As
you drive, or bike, or walk, on the roads of the island, you will come across furniture,
flower pots, appliances, remodeling leftovers, and other miscellany left at the
side of the road, usually with a sign that says, “Free.”
As
I noted a couple of these offerings along the Westside Highway this morning I
thought, gee, we didn’t used to have all these free things set out beside the
road. I wonder why we do now.
Then
I remembered.
Back
in the days of yore, when Vashon wasn’t an upper middle class moated community,
we had a dump.
Bulldozers
carved huge holes in the ground. We backed up our vehicles to the edge, and
tossed our trash into the pit. Everything, and I mean everything, went into the
pit. First time I was there I saw a cow’s head lying down at the bottom, a
byproduct of someone’s home butchering job.
If
you had something that wasn’t quite garbage but you wanted it out of your life,
you could leave it on the ground next to where vehicles backed in to offload.

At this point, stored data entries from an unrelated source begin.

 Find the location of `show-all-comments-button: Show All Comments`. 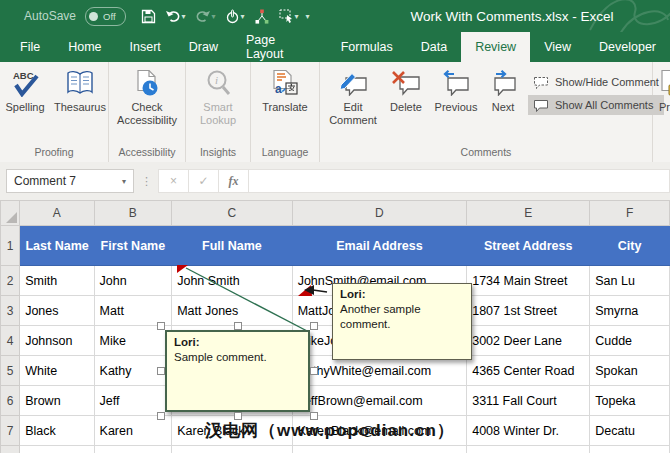

show-all-comments-button: Show All Comments is located at coordinates (596, 105).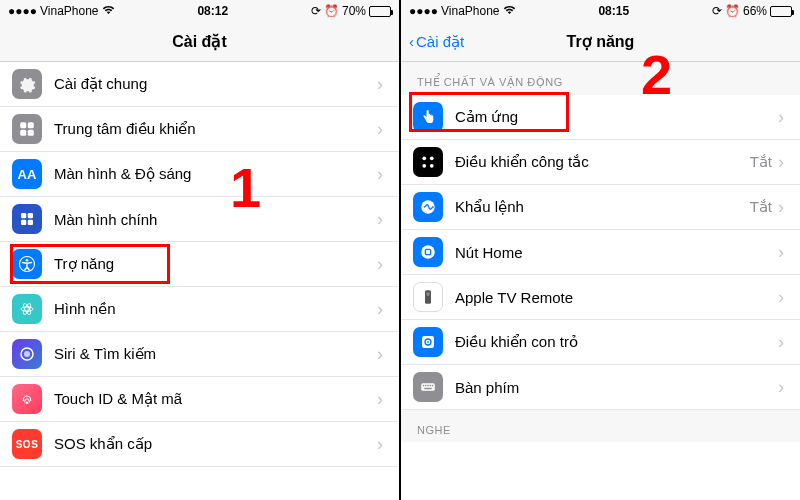  Describe the element at coordinates (600, 78) in the screenshot. I see `section-physical: THỂ CHẤT VÀ VẬN ĐỘNG` at that location.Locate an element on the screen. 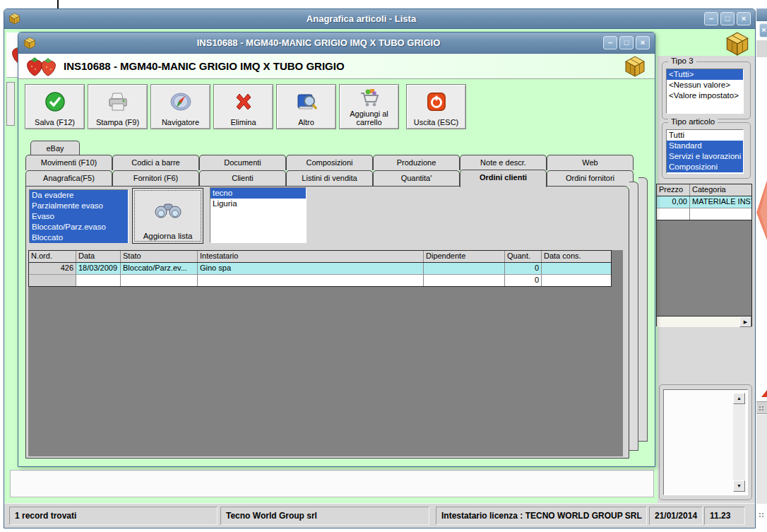 This screenshot has width=767, height=532. delete-button: Elimina is located at coordinates (243, 107).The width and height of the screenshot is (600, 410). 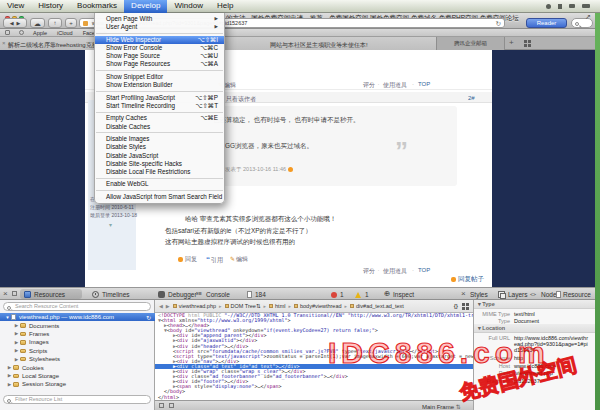 What do you see at coordinates (239, 260) in the screenshot?
I see `edit-action-link: ✎编辑` at bounding box center [239, 260]. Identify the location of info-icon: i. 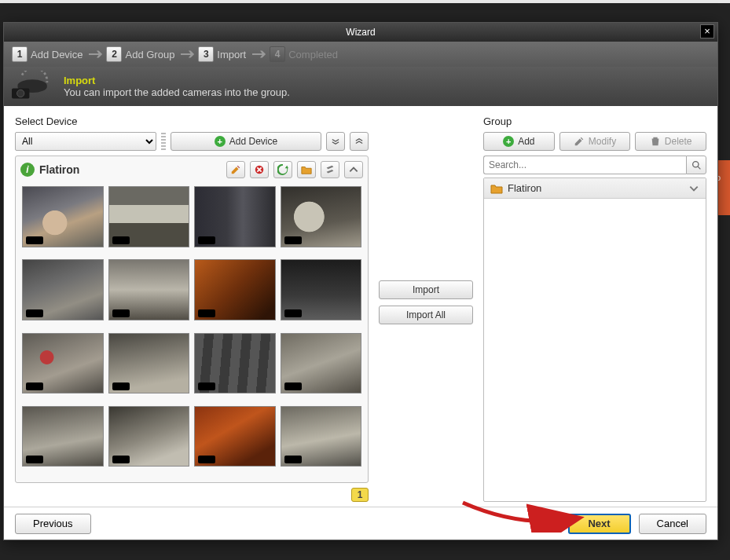
(28, 170).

Someone else would find it and take it home.
It
was fun. We never knew what sort of free treasures we might find.
There
was a down side. Your spouse might come home from the dump with, say, a truck
full of old Styrofoam pipe insulation for which he had big plans, and dump it
in the yard, and never touch it again. I’m not mentioning any names here.
Bill
Speidel once told me of the time his wife, Shirley, came home from the dump in
absolute transports of delight. Someone had left some dishes that matched her
pattern. Now she would have a complete set. Her joy lasted until she realized
that the dishes she’d picked up were her own dishes, which she had taken to the
dump the previous week.
So
it wasn’t a perfect system, but mostly it worked.
Then
for some reason the county began to object to people removing items from the
landfill. After all those years of carefree “leave some garbage, pick up some
garbage,” we were told we could not do it anymore.
The
new rule was not well received. There was grumbling. Scrupulously honest
citizens began to resort to sneakiness.
One
day I went to the dump with a scrupulously honest friend, and it goes without
saying that I am scrupulously honest. Don’t smirk. I’m honest, as human beings
go. The two of us had combined our accumulated garbage to split the dump fee.
She
backed her truck up to the garbage pile and we began to empty our garbage cans.
By that time, the landfill was so crammed that there was a hill instead of a
hole. You had to throw your garbage up on the garbage pile. No one left items
to be claimed now that it was illegal. Although you could sometimes see things
in the garbage that looked tempting, you resisted the urge to pick them up.
Or
did you? As we worked, we spotted a VCR not twelve feet away, sitting atop a garbage
pile.
My
scrupulously honest friend’s eyes grew wide.
“Ooh,”
she said. “My son needs a VCR.” Her son was in his teenage movie making phase.
She
looked at me. I looked at her. We both looked at the entrance booth, and the
bulldozer, to see if any landfill employees were looking our way. They weren’t.
So
we casually moved around, trying to look natural. I continued to move garbage
cans around, blocking the view between her and anyone who might object to her
darting over the garbage and grabbing the VCR, which is what she did. She
stashed it in the back of her truck. We loaded up our empty cans and left, a
couple of law-abiding citizens dizzy on the heady wine of civil
disobedience.
Eventually
the dump was sculpted into the trapezoidal contours of Mt. Trashmore, a methane
torch was lit that burned for years, and the transfer station was built. Now we
don’t even know where our garbage goes.
Our
recycling of still usable items has been taken over by Granny’s Attic, and what
Granny’s won’t accept, the side of the road will. It was easier when castoffs
were all in one place, but we are an adaptable species.
It
is nice to catch a break, finding something you can use for free, maybe
especially so when there have been laws passed making it harder for breaks to
happen. So far the Roadside No Profit Mart is operating without let or
hindrance. Let us enjoy it while it lasts.